Distribution & Complementary Assets vs. First-Mover Advantage

I went online today to buy my best friend’s romance novel, Reckless, at Amazon.com. The first thing that came up upon going to Amazon was an advertisement for “Kindle: Amazon’s Revolutionary Wireless Reading Device.” E Ink ‘s first electronic reader customer was Sony, for the Sony Reader, released in September, 2006. Kindle wasn’t released until a year later (also using E Ink’s technology), but Kindle advertised access to 140,000 titles as opposed to Sony’s 10,000 titles(Sony looks like its bookstore now offers 50,000 titles, and in December 2008 Sony & Borders co-branded their eBook Store). While the numbers of Kindles and Sony Readers sold is not definitive, it would seem that probably more Kindles have been sold than Readers, despite the year lag. 
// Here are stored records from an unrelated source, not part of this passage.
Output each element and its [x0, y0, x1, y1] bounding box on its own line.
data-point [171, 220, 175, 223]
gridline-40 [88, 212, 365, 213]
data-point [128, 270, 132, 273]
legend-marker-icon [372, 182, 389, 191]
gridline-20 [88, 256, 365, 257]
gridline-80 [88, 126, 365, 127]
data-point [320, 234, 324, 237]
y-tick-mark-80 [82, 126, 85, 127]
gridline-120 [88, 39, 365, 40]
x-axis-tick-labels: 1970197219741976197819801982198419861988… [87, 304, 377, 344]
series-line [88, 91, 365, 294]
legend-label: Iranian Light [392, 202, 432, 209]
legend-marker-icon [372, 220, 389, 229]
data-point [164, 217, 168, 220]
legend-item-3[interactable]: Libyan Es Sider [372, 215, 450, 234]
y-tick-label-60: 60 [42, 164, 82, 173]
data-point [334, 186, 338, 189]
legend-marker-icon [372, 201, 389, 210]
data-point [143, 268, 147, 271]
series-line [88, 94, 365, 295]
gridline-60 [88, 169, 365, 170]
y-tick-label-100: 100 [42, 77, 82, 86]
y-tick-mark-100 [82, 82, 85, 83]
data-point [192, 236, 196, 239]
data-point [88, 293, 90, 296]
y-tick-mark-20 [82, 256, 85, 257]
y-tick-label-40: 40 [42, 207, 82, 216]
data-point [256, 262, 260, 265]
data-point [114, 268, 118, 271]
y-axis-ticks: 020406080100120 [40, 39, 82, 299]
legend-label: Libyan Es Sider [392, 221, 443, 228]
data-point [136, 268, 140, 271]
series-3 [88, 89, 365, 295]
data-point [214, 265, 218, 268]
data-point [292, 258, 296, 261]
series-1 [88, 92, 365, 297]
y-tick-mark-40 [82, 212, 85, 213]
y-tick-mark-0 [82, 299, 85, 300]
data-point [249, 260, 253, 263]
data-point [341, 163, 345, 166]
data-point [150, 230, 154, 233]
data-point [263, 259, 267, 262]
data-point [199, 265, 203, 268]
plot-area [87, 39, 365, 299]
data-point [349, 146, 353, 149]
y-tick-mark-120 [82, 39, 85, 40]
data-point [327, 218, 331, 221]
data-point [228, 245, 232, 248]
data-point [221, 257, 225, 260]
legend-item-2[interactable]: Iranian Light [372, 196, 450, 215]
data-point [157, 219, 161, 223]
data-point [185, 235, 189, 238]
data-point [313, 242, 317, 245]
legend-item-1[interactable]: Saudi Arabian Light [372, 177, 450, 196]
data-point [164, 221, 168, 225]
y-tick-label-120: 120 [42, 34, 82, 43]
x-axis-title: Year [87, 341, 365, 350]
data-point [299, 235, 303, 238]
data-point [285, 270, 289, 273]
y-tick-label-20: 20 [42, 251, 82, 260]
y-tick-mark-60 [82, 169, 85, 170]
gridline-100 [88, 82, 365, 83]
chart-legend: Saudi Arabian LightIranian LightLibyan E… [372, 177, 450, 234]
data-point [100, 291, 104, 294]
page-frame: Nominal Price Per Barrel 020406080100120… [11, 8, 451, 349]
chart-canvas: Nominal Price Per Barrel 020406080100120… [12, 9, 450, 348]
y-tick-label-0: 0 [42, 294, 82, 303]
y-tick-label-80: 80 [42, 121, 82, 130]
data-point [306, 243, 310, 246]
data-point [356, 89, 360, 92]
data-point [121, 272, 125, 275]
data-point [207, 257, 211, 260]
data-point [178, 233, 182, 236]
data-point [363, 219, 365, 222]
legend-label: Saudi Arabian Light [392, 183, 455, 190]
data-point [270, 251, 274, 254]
It could be that Kindle is a better technology, although there are plenty of customer reviews on both sides, but repeatedly there are two forces that it doesn’t hurt to have on your side in order to defeat a first mover advantage: distribution and complementary assets. We’ve seen this with TiVo vs. the cable companies set-top box DVRs (I wrote a chapter about this), where a sufficient but worse product sold more units than a better first-mover due to incumbent position in the home and a superior distribution channel and complementary asset (cable access and the cable installation network). We’ve also seen this with the Browser Wars (I wrote a paper & a chapter about this), where Internet Explorer overcame Netscape’s lead in the browser market with the help of distribution through exploding PC sales & Windows as a complementary asset to control access to that channel of distribution.

So it’s not always sufficient to build the first or a better mousetrap (in itself, another story about complementary assests overcoming first mover advantages): figure out how to get distribution and complementary assets on your side.